By now we have probably all accepted the fact that when we call a company to place a reservation, get help with computer problems, or resolve billing problems we will be talking to someone in India. While we may cringe at the prospect of having to deal with accents we find difficult to understand, the task at hand is usually successfully concluded (eventually) and even in the face of our frustration the person helping us is always impeccably polite. In the U.S. this work is minimum wage and unlikely to support a family, but in India this is a sought after job that pays a high (relative) wage and attracts educated and ambitious young people. The offshore companies creating these jobs gain valuable experience running large telecommunications systems and designing and securing complex data centers. Taken in its entirety, this is not the minimum-wage, low-tech, low-skill operation it appears. Moreover, these companies are continuously seeking to leverage their experience to take on more complex operations. This is in turn encouraged through government policies that emphasize technology and education.

Make no mistake, today’s offshore companies are not content to just do the “low end” work we don’t want to handle ourselves. Tomorrow they will be capable of doing what we (still) do here today. Unless we have the capacity to continually create the technologies and jobs of the future the offshore companies will assume this leadership role leaving us with neither the capabilities to invent the future nor the cost structure to compete in what has passed us by.

We in the U.S. are not entitled to global leadership. We must earn this position every day. This will not be accomplished by trade or industry protection but rather with policies that encourage research and development, affordable higher education in science and engineering, and immigration policies that encourage the world’s best and brightest to come to the U.S. and help create the future here.

Currently, we attract the best and brightest students from all over the world, educate them in our finest colleges and universities, and then force them to leave the country. Increasingly, due to policies put in place post 9/11 these students are choosing to attend fine educational institutions in countries other than the U.S. This further exacerbates the problem depriving us of their valuable research and post-graduate work that would have otherwise been done here, not to mention going on to start the next eBay, Google, or Intel in some other country. It should also be noted that our best students also have these options and are increasingly taking advantage of them.

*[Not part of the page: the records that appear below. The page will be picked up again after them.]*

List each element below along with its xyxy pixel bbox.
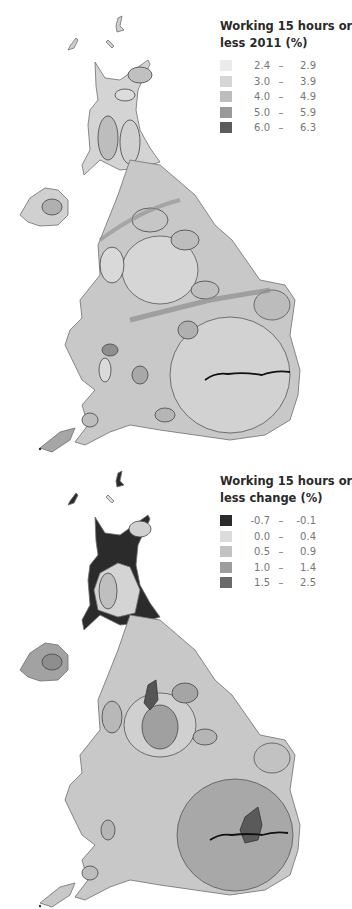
legend-class-4: 1.0–1.4 (220, 560, 352, 576)
legend-class-5: 1.5–2.5 (220, 575, 352, 591)
range-high: 5.9 (292, 107, 316, 118)
map-panel-change: Working 15 hours or less change (%) -0.7… (0, 455, 328, 909)
legend-swatch (220, 91, 232, 102)
legend-class-2: 3.0–3.9 (220, 74, 352, 90)
legend-class-3: 4.0–4.9 (220, 89, 352, 105)
range-dash: – (270, 91, 292, 102)
range-high: 0.9 (292, 546, 316, 557)
range-high: -0.1 (292, 515, 316, 526)
legend-swatch (220, 515, 232, 526)
legend-title-line2: less change (%) (220, 490, 352, 507)
legend-title-line2: less 2011 (%) (220, 35, 352, 52)
legend-title-line1: Working 15 hours or (220, 18, 352, 35)
range-dash: – (270, 515, 292, 526)
legend-class-1: -0.7–-0.1 (220, 513, 352, 529)
legend-swatch (220, 76, 232, 87)
legend-swatch (220, 577, 232, 588)
legend-class-2: 0.0–0.4 (220, 529, 352, 545)
range-high: 2.9 (292, 60, 316, 71)
range-low: 0.5 (246, 546, 270, 557)
legend-change: Working 15 hours or less change (%) -0.7… (220, 473, 352, 591)
legend-2011: Working 15 hours or less 2011 (%) 2.4–2.… (220, 18, 352, 136)
legend-class-5: 6.0–6.3 (220, 120, 352, 136)
range-low: 1.5 (246, 577, 270, 588)
map-panel-2011: Working 15 hours or less 2011 (%) 2.4–2.… (0, 0, 328, 455)
range-low: 6.0 (246, 122, 270, 133)
range-low: 3.0 (246, 76, 270, 87)
range-high: 0.4 (292, 531, 316, 542)
legend-swatch (220, 122, 232, 133)
legend-swatch (220, 60, 232, 71)
range-low: 0.0 (246, 531, 270, 542)
range-dash: – (270, 76, 292, 87)
legend-title-line1: Working 15 hours or (220, 473, 352, 490)
range-high: 2.5 (292, 577, 316, 588)
range-high: 4.9 (292, 91, 316, 102)
legend-swatch (220, 531, 232, 542)
range-low: 4.0 (246, 91, 270, 102)
range-high: 6.3 (292, 122, 316, 133)
legend-swatch (220, 546, 232, 557)
range-dash: – (270, 60, 292, 71)
legend-class-3: 0.5–0.9 (220, 544, 352, 560)
legend-class-1: 2.4–2.9 (220, 58, 352, 74)
range-dash: – (270, 546, 292, 557)
range-dash: – (270, 531, 292, 542)
range-low: 5.0 (246, 107, 270, 118)
range-dash: – (270, 562, 292, 573)
range-low: 1.0 (246, 562, 270, 573)
legend-swatch (220, 562, 232, 573)
legend-swatch (220, 107, 232, 118)
range-dash: – (270, 577, 292, 588)
range-high: 1.4 (292, 562, 316, 573)
legend-class-4: 5.0–5.9 (220, 105, 352, 121)
range-low: 2.4 (246, 60, 270, 71)
range-dash: – (270, 107, 292, 118)
range-dash: – (270, 122, 292, 133)
range-low: -0.7 (246, 515, 270, 526)
range-high: 3.9 (292, 76, 316, 87)
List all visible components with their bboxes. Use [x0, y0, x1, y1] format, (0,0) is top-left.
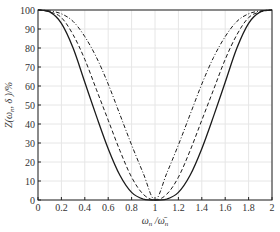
grid-lines	[38, 10, 272, 200]
y-tick-label: 0	[30, 195, 35, 206]
line-chart: 00.20.40.60.811.21.41.61.82 010203040506…	[0, 0, 280, 232]
y-tick-label: 40	[25, 119, 35, 130]
y-axis-label: Z(ωn, δ )/%	[3, 82, 16, 128]
y-tick-label: 80	[25, 43, 35, 54]
y-tick-label: 70	[25, 62, 35, 73]
y-tick-label: 20	[25, 157, 35, 168]
x-tick-label: 0.2	[55, 202, 68, 213]
y-tick-label: 10	[25, 176, 35, 187]
x-tick-label: 0.8	[125, 202, 138, 213]
x-tick-label: 1.8	[242, 202, 255, 213]
x-axis-ticks: 00.20.40.60.811.21.41.61.82	[36, 197, 275, 213]
x-tick-label: 1.6	[219, 202, 232, 213]
x-tick-label: 2	[270, 202, 275, 213]
x-tick-label: 0	[36, 202, 41, 213]
y-tick-label: 30	[25, 138, 35, 149]
x-tick-label: 1	[153, 202, 158, 213]
x-axis-label: ωn /ω̄n	[142, 215, 169, 228]
x-tick-label: 0.4	[79, 202, 92, 213]
x-tick-label: 1.2	[172, 202, 185, 213]
x-tick-label: 1.4	[196, 202, 209, 213]
y-tick-label: 100	[20, 5, 35, 16]
y-tick-label: 50	[25, 100, 35, 111]
y-tick-label: 90	[25, 24, 35, 35]
y-tick-label: 60	[25, 81, 35, 92]
x-tick-label: 0.6	[102, 202, 115, 213]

We need diversity and we need college education to be affordable for all our citizens. We also must assure that our high-school graduates are prepared to immediately undertake demanding college-level work. While in Minnesota we may compare favorably with other states (although recently we slipped seven places) we must recognize that we are competing with countries like India, China, and Finland and not Arkansas, Mississippi, or California

Our national security is preserved only if our economic security is assured. Even military strength cannot be sustained without the capabilities required to preserve economic security. This security will not be sustained in a country with our current high-school drop out rate, where graduates need remedial training before attending college, and where there is a lack of emphasis on science and engineering needed to create our future and assure our security.

There is no cause to act out of fear, but there are reasons for considerable concern. Our leadership position and security are ours to lose. Affordable, high quality college education and prepared students are the best investment we can make in our future security and prosperity. We must retreat from polarized, fear-induced positions to study, understand, and respond with comprehensive and cohesive public and private initiatives to the challenges of living in a global economy.

In a race to the top we must be the ones raising the bar. We face a real and growing challenge. As Americans we have always risen to the challenge. It is time to unite and rise again.